2003 Seattle Annual Meeting (November 2–5, 2003)

Paper No. 10
Presentation Time: 1:30 PM-5:30 PM

THE LAST JOURNEY OF MERIWETHER LEWIS AND HIS FINAL RESTING PLACE


STARRS, James E., Forensic Sciences, George Washington Univ, Washington, DC 20052 and STEPHENS, George C., Earth and Environmental Sciences, George Washington Univ, Washington, DC 20052-0001, jstarrs@main.nlc.gwu.edu

Meriwether Lewis captained the Corps of Discovery in an epic transcontinental journey. In recognition of Lewis’ resourcefulness and leadership abilities, President Thomas Jefferson appointed him Governor of the Louisiana Territory, with its headquarters in St. Louis, Missouri. But just three years after the successful completion of his cross-country trek, Lewis died of gunshot wounds while on the Natchez Trace (an Indian pathway) in Tennessee while en route to Washington, D.C. His death and burial along the Natchez Trace have been shrouded in uncertainty and debate since its occurrence on October 11, 1809.

This paper examines the trip taken by Lewis from his Governor’s residence in St Louis to the site of his death. Of principal concern is an analysis of the route chosen by Lewis from Chickasaw Bluffs (now Memphis) to the place where he died. What was it that motivated him and his freed slave, Pernod, to undertake a southeastern route from Memphis taking him out of the line of direct travel to Washington, D.C.?

However this last journey may have been planned, it is known that his burial place is graced by a broken shaft monument constructed in 1848 by a grant from the Tennessee legislature of $500. The monument was built with a total height of 20.5 feet comprised of an eight-foot high pyramidal base of local limestone. A four-foot square plinth tops the base and supports an eleven-foot high shaft of marble. Where the shaft joins the plinth it has a base diameter of 2.5 feet.

The monument site became the locus for the burial of more than 100 persons from the immediately surrounding area. In order to determine the location of these other burials as well as the grave of Lewis, presumptively under the monument, ground penetrating radar (GPR) scans were conducted under the supervision of the authors.

Over the years the monument has suffered damage from natural as well as human causes to the extent that it was completely dismantled and reconstructed in the late 1990s. The alterations necessitating the reconstruction will be described. On the possibility that permission might be secured to exhume the remains of Lewis to evaluate whether his death was by suicide or not, the soil pH, the water table level, depth of soil cover and other geological factors were evaluated in order to predict the possible state of preservation of the remains.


WHAT THIS TASK INVOLVES –
Each line of the material that includes the string "Years" counts once; report the total and nothing further.

********************

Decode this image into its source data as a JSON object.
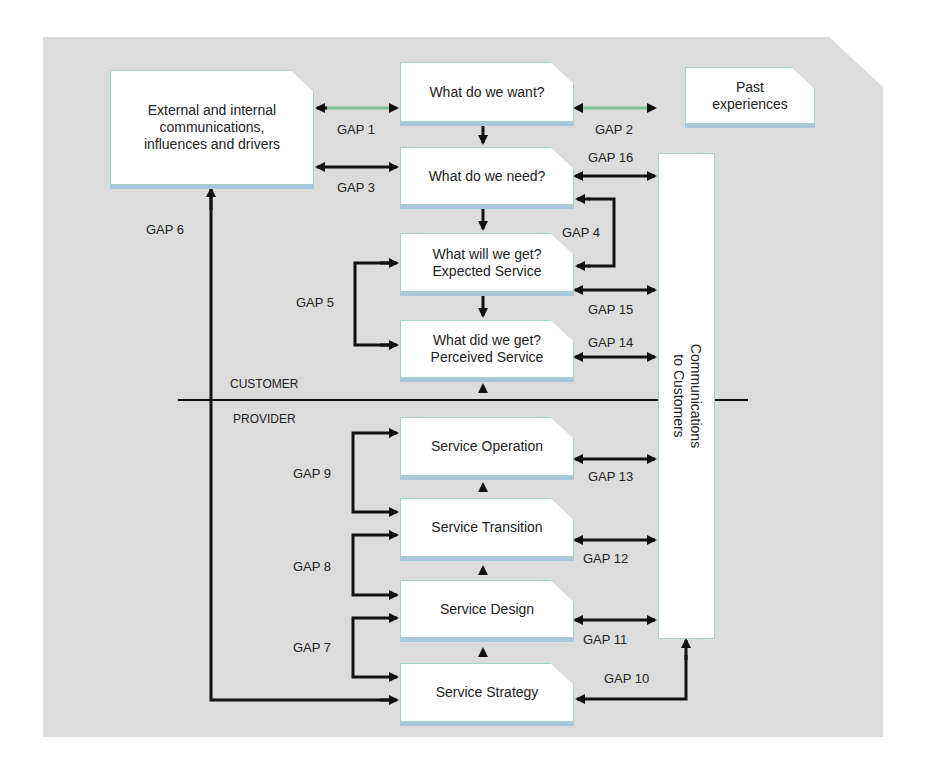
{
  "diagram": {
    "sections": {
      "customer": "CUSTOMER",
      "provider": "PROVIDER"
    },
    "boxes": {
      "external": [
        "External and internal",
        "communications,",
        "influences and drivers"
      ],
      "want": [
        "What do we want?"
      ],
      "past": [
        "Past",
        "experiences"
      ],
      "need": [
        "What do we need?"
      ],
      "expected": [
        "What will we get?",
        "Expected Service"
      ],
      "perceived": [
        "What did we get?",
        "Perceived Service"
      ],
      "operation": [
        "Service  Operation"
      ],
      "transition": [
        "Service  Transition"
      ],
      "design": [
        "Service  Design"
      ],
      "strategy": [
        "Service  Strategy"
      ],
      "communications": [
        "Communications",
        "to Customers"
      ]
    },
    "gaps": {
      "g1": "GAP 1",
      "g2": "GAP 2",
      "g3": "GAP 3",
      "g4": "GAP 4",
      "g5": "GAP 5",
      "g6": "GAP 6",
      "g7": "GAP 7",
      "g8": "GAP 8",
      "g9": "GAP 9",
      "g10": "GAP 10",
      "g11": "GAP 11",
      "g12": "GAP 12",
      "g13": "GAP 13",
      "g14": "GAP 14",
      "g15": "GAP 15",
      "g16": "GAP 16"
    },
    "colors": {
      "panel": "#dcdcdc",
      "box_border": "#a8d0cc",
      "box_shadow": "#a9c8dd",
      "gap_green": "#7fbf9a",
      "line": "#111111"
    }
  }
}
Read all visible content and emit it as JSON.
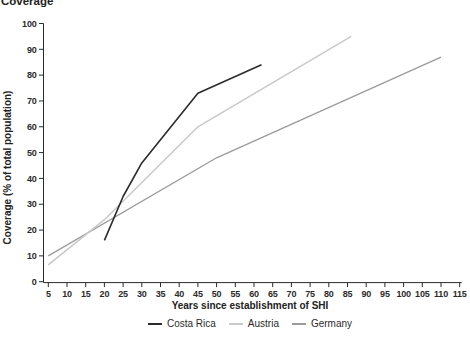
{
  "figure": {
    "title": "Coverage",
    "x_axis": {
      "label": "Years since establishment of SHI",
      "ticks": [
        5,
        10,
        15,
        20,
        25,
        30,
        35,
        40,
        45,
        50,
        55,
        60,
        65,
        70,
        75,
        80,
        85,
        90,
        95,
        100,
        105,
        110,
        115
      ]
    },
    "y_axis": {
      "label": "Coverage (% of total population)",
      "ticks": [
        0,
        10,
        20,
        30,
        40,
        50,
        60,
        70,
        80,
        90,
        100
      ]
    },
    "legend": [
      {
        "label": "Costa Rica",
        "color": "#2b2b2b"
      },
      {
        "label": "Austria",
        "color": "#c9c9c9"
      },
      {
        "label": "Germany",
        "color": "#9b9b9b"
      }
    ]
  },
  "chart_data": {
    "type": "line",
    "title": "Coverage",
    "xlabel": "Years since establishment of SHI",
    "ylabel": "Coverage (% of total population)",
    "xlim": [
      5,
      115
    ],
    "ylim": [
      0,
      100
    ],
    "x_ticks": [
      5,
      10,
      15,
      20,
      25,
      30,
      35,
      40,
      45,
      50,
      55,
      60,
      65,
      70,
      75,
      80,
      85,
      90,
      95,
      100,
      105,
      110,
      115
    ],
    "y_ticks": [
      0,
      10,
      20,
      30,
      40,
      50,
      60,
      70,
      80,
      90,
      100
    ],
    "grid": false,
    "legend_position": "bottom-center",
    "series": [
      {
        "name": "Costa Rica",
        "color": "#2b2b2b",
        "stroke_width": 1.6,
        "points": [
          [
            20,
            16
          ],
          [
            25,
            33
          ],
          [
            30,
            46
          ],
          [
            45,
            73
          ],
          [
            62,
            84
          ]
        ]
      },
      {
        "name": "Austria",
        "color": "#c9c9c9",
        "stroke_width": 1.5,
        "points": [
          [
            5,
            6.5
          ],
          [
            20,
            24
          ],
          [
            45,
            60
          ],
          [
            86,
            95
          ]
        ]
      },
      {
        "name": "Germany",
        "color": "#9b9b9b",
        "stroke_width": 1.3,
        "points": [
          [
            5,
            10
          ],
          [
            50,
            48
          ],
          [
            110,
            87
          ]
        ]
      }
    ]
  }
}
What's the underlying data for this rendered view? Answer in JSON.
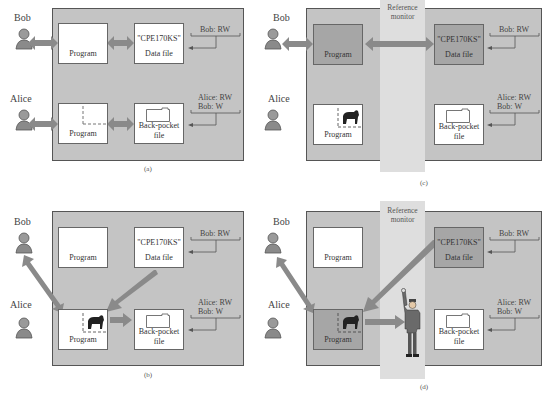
{
  "people": {
    "bob": "Bob",
    "alice": "Alice"
  },
  "boxes": {
    "program": "Program",
    "data_file_name": "\"CPE170KS\"",
    "data_file_label": "Data file",
    "back_pocket_line1": "Back-pocket",
    "back_pocket_line2": "file"
  },
  "acl": {
    "data_file": "Bob: RW",
    "back_pocket_line1": "Alice: RW",
    "back_pocket_line2": "Bob: W"
  },
  "reference_monitor": {
    "line1": "Reference",
    "line2": "monitor"
  },
  "captions": {
    "a": "(a)",
    "b": "(b)",
    "c": "(c)",
    "d": "(d)"
  },
  "colors": {
    "panel": "#c4c4c4",
    "band": "#dedede",
    "highlight_box": "#a6a6a6",
    "arrow": "#8a8a8a"
  }
}
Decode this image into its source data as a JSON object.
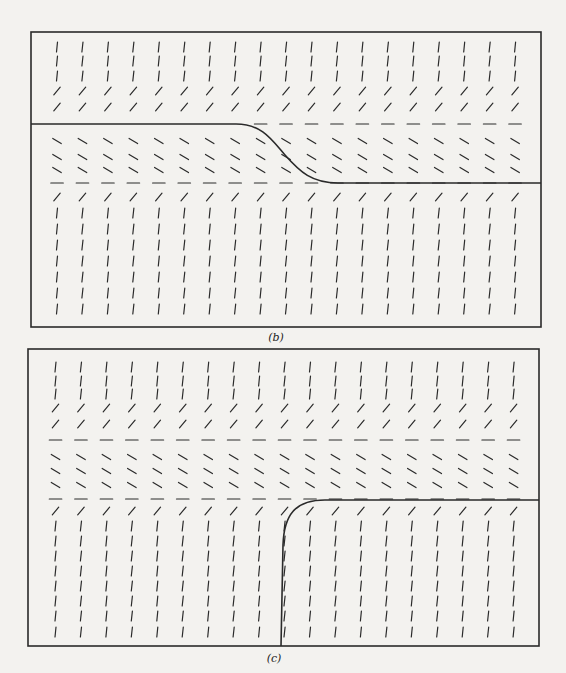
{
  "figure": {
    "kind": "direction field (slope field) of an autonomous ODE with two equilibrium solutions",
    "ink_color": "#2a2a2a",
    "background_color": "#f3f2ef"
  },
  "panels": [
    {
      "id": "b",
      "caption": "(b)",
      "columns": 19,
      "row_slopes": [
        "steep",
        "steep",
        "steep",
        "positive",
        "positive",
        "equilibrium",
        "negative",
        "negative",
        "negative",
        "equilibrium",
        "positive",
        "steep",
        "steep",
        "steep",
        "steep",
        "steep",
        "steep",
        "steep"
      ],
      "solution_curve": "follows upper equilibrium on the left, descends through the middle band, then follows lower equilibrium on the right"
    },
    {
      "id": "c",
      "caption": "(c)",
      "columns": 19,
      "row_slopes": [
        "steep",
        "steep",
        "steep",
        "positive",
        "positive",
        "equilibrium",
        "negative",
        "negative",
        "negative",
        "equilibrium",
        "positive",
        "steep",
        "steep",
        "steep",
        "steep",
        "steep",
        "steep",
        "steep",
        "steep"
      ],
      "solution_curve": "rises steeply from the bottom near the center and levels off onto the lower equilibrium on the right"
    }
  ]
}
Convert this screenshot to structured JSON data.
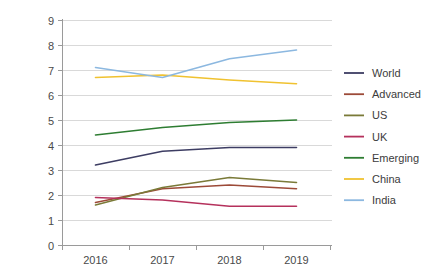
{
  "chart_data": {
    "type": "line",
    "title": "",
    "subtitle": "",
    "xlabel": "",
    "ylabel": "",
    "categories": [
      "2016",
      "2017",
      "2018",
      "2019"
    ],
    "x": [
      2016,
      2017,
      2018,
      2019
    ],
    "ylim": [
      0,
      9
    ],
    "yticks": [
      0,
      1,
      2,
      3,
      4,
      5,
      6,
      7,
      8,
      9
    ],
    "ytick_labels": [
      "0",
      "1",
      "2",
      "3",
      "4",
      "5",
      "6",
      "7",
      "8",
      "9"
    ],
    "xtick_labels": [
      "2016",
      "2017",
      "2018",
      "2019"
    ],
    "grid": "horizontal",
    "legend_position": "right",
    "markers": false,
    "series": [
      {
        "name": "World",
        "color": "#3d3d63",
        "values": [
          3.2,
          3.75,
          3.9,
          3.9
        ]
      },
      {
        "name": "Advanced",
        "color": "#9c4a38",
        "values": [
          1.7,
          2.25,
          2.4,
          2.25
        ]
      },
      {
        "name": "US",
        "color": "#7a7a38",
        "values": [
          1.6,
          2.3,
          2.7,
          2.5
        ]
      },
      {
        "name": "UK",
        "color": "#b5315c",
        "values": [
          1.9,
          1.8,
          1.55,
          1.55
        ]
      },
      {
        "name": "Emerging",
        "color": "#2e7d32",
        "values": [
          4.4,
          4.7,
          4.9,
          5.0
        ]
      },
      {
        "name": "China",
        "color": "#f0c230",
        "values": [
          6.7,
          6.8,
          6.6,
          6.45
        ]
      },
      {
        "name": "India",
        "color": "#8cb8e0",
        "values": [
          7.1,
          6.7,
          7.45,
          7.8
        ]
      }
    ]
  },
  "legend": {
    "items": [
      {
        "label": "World",
        "color": "#3d3d63"
      },
      {
        "label": "Advanced",
        "color": "#9c4a38"
      },
      {
        "label": "US",
        "color": "#7a7a38"
      },
      {
        "label": "UK",
        "color": "#b5315c"
      },
      {
        "label": "Emerging",
        "color": "#2e7d32"
      },
      {
        "label": "China",
        "color": "#f0c230"
      },
      {
        "label": "India",
        "color": "#8cb8e0"
      }
    ]
  },
  "axes": {
    "y_labels": [
      "9",
      "8",
      "7",
      "6",
      "5",
      "4",
      "3",
      "2",
      "1",
      "0"
    ],
    "x_labels": [
      "2016",
      "2017",
      "2018",
      "2019"
    ]
  }
}
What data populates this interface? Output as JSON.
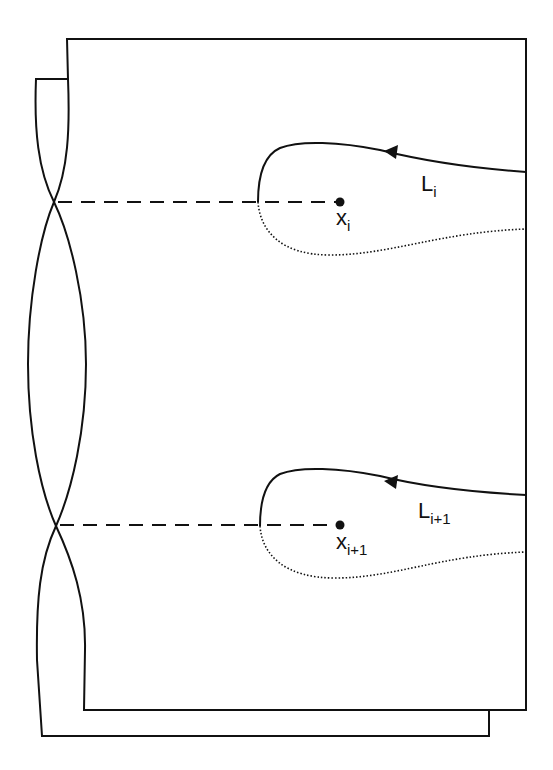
{
  "diagram": {
    "colors": {
      "stroke": "#111111",
      "background": "#ffffff"
    },
    "labels": {
      "loop_top": {
        "base": "L",
        "sub": "i"
      },
      "point_top": {
        "base": "x",
        "sub": "i"
      },
      "loop_bottom": {
        "base": "L",
        "sub": "i+1"
      },
      "point_bottom": {
        "base": "x",
        "sub": "i+1"
      }
    }
  }
}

********************

RESPONSE AREA –
2